The one guy who knows everything

Adam Davidson at the New Yorker explains why immunity for Weisselberg is such a big deal.

In late 2016, I had lunch with a former high-ranking Trump Organization executive, a person who said he was happy to share dirt on his old boss, but who confessed to not having much dirt to share. This executive wrote a list of people whom I might contact to find out about anything potentially illegal or unethical that Donald Trump may have done. At the bottom of the list was the name Weisselberg. “Allen is the one guy who knows everything,” the person told me. “He’ll never talk to you.” I have had nearly identical conversations with different people who work or have worked for the Trump Organization many times since. They all described his role similarly: Allen Weisselberg, the firm’s longtime chief financial officer, is the center, the person in the company who knows more than anyone.

And he won’t talk to you…until now and “you” are prosecutors.

On Friday, the Wall Street Journalbroke the story that Weisselberg had been granted immunity by federal prosecutors in the Southern District of New York so that he could share information in the investigation of Michael Cohen, Trump’s former personal attorney and dealmaker. It is safe to say that the entire world of Trump watchers—those journalists, political folks, and advocates who carefully monitor every bit of Trump news—went bonkers. Weisselberg is the man who those people most want to speak. He is also the man who has, for decades, been the most circumspect.

As the C.F.O., Weisselberg tracked the money that came into the Trump Organization and the money that went out of it, former employees told me. I often found myself wondering what the Weisselberg part of the operation looked like. (I called and e-mailed him a few times, but, not surprisingly, never heard back.) Some told me he had a couple of bookkeepers, but that he personally handled most of the paperwork. Weisselberg knew who was paying or lending money to Trump, and he knew to whom Trump was giving money. When Trump became President, he placed his business interests in a revocable trust overseen by his son Donald Trump, Jr., and Weisselberg.

He knows where allllll the bodies are buried.

Since one of the Mueller investigation’s core aims is to understand whether the Trump campaign worked with Russia to sway the 2016 Presidential election, Weisselberg now seems to be a key witness. Worse, for Trump, if Weisselberg, fearing prosecution himself, tells prosecutors of other criminal activity in the organization, that information will likely be referred to other federal and state prosecutors, thus broadening the investigation of Trump’s business.

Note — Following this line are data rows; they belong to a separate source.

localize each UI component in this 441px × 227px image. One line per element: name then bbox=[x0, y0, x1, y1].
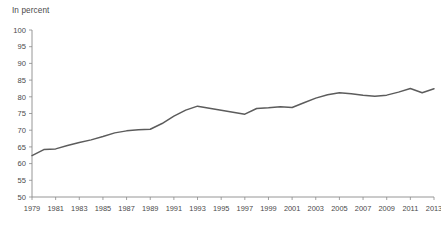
x-axis-tick-label: 1999 bbox=[260, 204, 276, 213]
x-axis-tick-label: 1993 bbox=[189, 204, 205, 213]
x-axis-tick-label: 1987 bbox=[118, 204, 134, 213]
line-chart-svg: 50556065707580859095100 1979198119831985… bbox=[0, 0, 441, 227]
chart-container: In percent 50556065707580859095100 19791… bbox=[0, 0, 441, 227]
x-axis-tick-label: 1979 bbox=[24, 204, 40, 213]
y-axis-tick-label: 55 bbox=[18, 176, 26, 185]
y-axis-tick-label: 100 bbox=[13, 26, 26, 35]
y-axis-tick-label: 70 bbox=[18, 126, 26, 135]
x-axis-tick-label: 1997 bbox=[237, 204, 253, 213]
x-axis-tick-label: 2005 bbox=[331, 204, 347, 213]
x-axis-tick-label: 1989 bbox=[142, 204, 158, 213]
x-axis-tick-label: 1991 bbox=[166, 204, 182, 213]
y-axis-tick-label: 80 bbox=[18, 93, 26, 102]
x-axis-tick-label: 1995 bbox=[213, 204, 229, 213]
y-axis-tick-label: 60 bbox=[18, 159, 26, 168]
y-axis-tick-label: 65 bbox=[18, 143, 26, 152]
x-axis-tick-group: 1979198119831985198719891991199319951997… bbox=[24, 197, 441, 213]
x-axis-tick-label: 1983 bbox=[71, 204, 87, 213]
plot-area: 50556065707580859095100 1979198119831985… bbox=[0, 0, 441, 227]
x-axis-tick-label: 2009 bbox=[378, 204, 394, 213]
x-axis-tick-label: 1985 bbox=[95, 204, 111, 213]
y-axis-tick-label: 85 bbox=[18, 76, 26, 85]
y-axis-tick-label: 50 bbox=[18, 193, 26, 202]
x-axis-tick-label: 2007 bbox=[355, 204, 371, 213]
x-axis-tick-label: 2001 bbox=[284, 204, 300, 213]
x-axis-tick-label: 2013 bbox=[426, 204, 441, 213]
y-axis-tick-label: 95 bbox=[18, 42, 26, 51]
y-axis-tick-label: 90 bbox=[18, 59, 26, 68]
x-axis-tick-label: 2003 bbox=[308, 204, 324, 213]
y-axis-tick-group: 50556065707580859095100 bbox=[13, 26, 32, 202]
x-axis-tick-label: 1981 bbox=[47, 204, 63, 213]
data-series-line bbox=[32, 88, 434, 155]
y-axis-tick-label: 75 bbox=[18, 109, 26, 118]
x-axis-tick-label: 2011 bbox=[402, 204, 418, 213]
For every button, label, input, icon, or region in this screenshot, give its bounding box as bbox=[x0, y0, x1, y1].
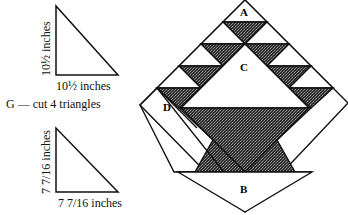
basket-block-diagram bbox=[140, 0, 348, 212]
large-triangle-base-label: 10½ inches bbox=[56, 80, 111, 92]
cut-instruction: G — cut 4 triangles bbox=[6, 98, 101, 110]
template-triangle-large bbox=[56, 6, 118, 75]
label-d: D bbox=[163, 101, 171, 113]
small-triangle-height-label: 7 7/16 inches bbox=[40, 130, 52, 194]
label-b: B bbox=[240, 183, 248, 195]
small-triangle-base-label: 7 7/16 inches bbox=[58, 197, 122, 209]
template-triangle-small bbox=[56, 128, 118, 192]
label-c: C bbox=[240, 61, 248, 73]
large-triangle-height-label: 10½ inches bbox=[40, 21, 52, 76]
label-a: A bbox=[240, 6, 248, 18]
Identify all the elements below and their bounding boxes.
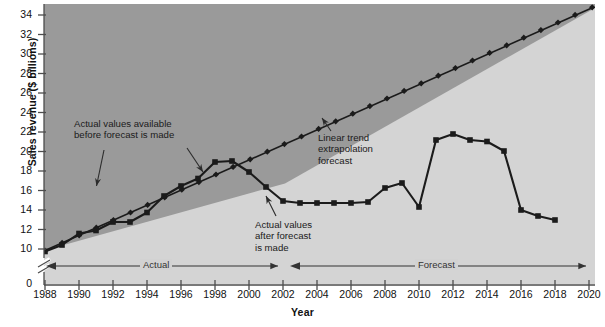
- annotation-trend: Linear trend extrapolation forecast: [318, 132, 373, 166]
- y-axis-title: Sales revenue ($ billions): [26, 22, 38, 182]
- bracket-label-actual: Actual: [140, 259, 172, 270]
- annotation-actual-after: Actual values after forecast is made: [255, 219, 312, 253]
- y-tick-label-zero: 0: [0, 278, 32, 288]
- y-tick-label: 34: [0, 9, 32, 19]
- x-axis-tick-labels: 1988 1990 1992 1994 1996 1998 2000 2002 …: [0, 288, 605, 304]
- range-brackets: Actual Forecast: [0, 259, 605, 273]
- x-tick-label: 2020: [569, 288, 605, 300]
- y-tick-label: 14: [0, 204, 32, 214]
- y-tick-label: 10: [0, 243, 32, 253]
- bracket-label-forecast: Forecast: [415, 259, 458, 270]
- chart-figure: 34 32 30 28 26 24 22 20 18 16 14 12 10 0…: [0, 0, 605, 327]
- x-axis-title: Year: [0, 306, 605, 318]
- y-tick-label: 16: [0, 185, 32, 195]
- y-tick-label: 12: [0, 224, 32, 234]
- annotation-actual-before: Actual values available before forecast …: [74, 118, 174, 141]
- chart-plot-area: [0, 0, 605, 327]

I wonder if it’s occurring to Trump about now that it wasn’t such a hot idea to run for president after all. It looks as if it could turn out that doing so got him and his children in a world of legal trouble, which wouldn’t have happened if he’d just gone on being a lying cheating thieving real estate swindler.

There are many open questions about how precisely the Trump Organization has made and spent its money in recent years. There is, for example, a question about where Trump got more than two hundred million dollars in cash to buy and lavishly upgrade a money-losing golf course in Scotland. In a deal in Azerbaijan, Trump knowingly did business with a family that is widely suspected of laundering money for Iran’s Revolutionary Guard. The F.B.I. has reportedly investigated the source of funds for a Trump-branded property in Vancouver, Canada; the Trump hotel in Toronto also has suspicious funding. These are just a handful of the many business deals that Trump has conducted that have signs of possible money-laundering, tax evasion, sanctions violations, and other financial crimes. Many of the key questions about Donald Trump revolve around his funding sources and his business partners: Did he knowingly receive funds from criminals? Did he launder money for criminals? Did he receive remuneration to look the other way when his partners broke the law? Was much of his business built on selling his famous name to make illegitimate projects seem viable? More broadly, where did his money come from? Where did his money go? And how much questionable activity has he hidden from the world? Trump himself may not know the exact answers to all of these questions. Perhaps Allen Weisselberg does.

There are now multiple investigations of the Trump Organization being conducted by special counsel, Robert Mueller, the New York Attorney General, the New York State Department of Taxation and Finance, the Manhattan District Attorney, the Southern District of New York, and—quite likely—other jurisdictions. President Trump is unable to stop most of these investigations. With Cohen and now Weisselberg providing information, it is becoming increasingly certain that the American people will—sooner or later—have a far fuller understanding of how Donald Trump conducted business. That is unlikely to go well for him.

Small consolation for all the damage he’s done.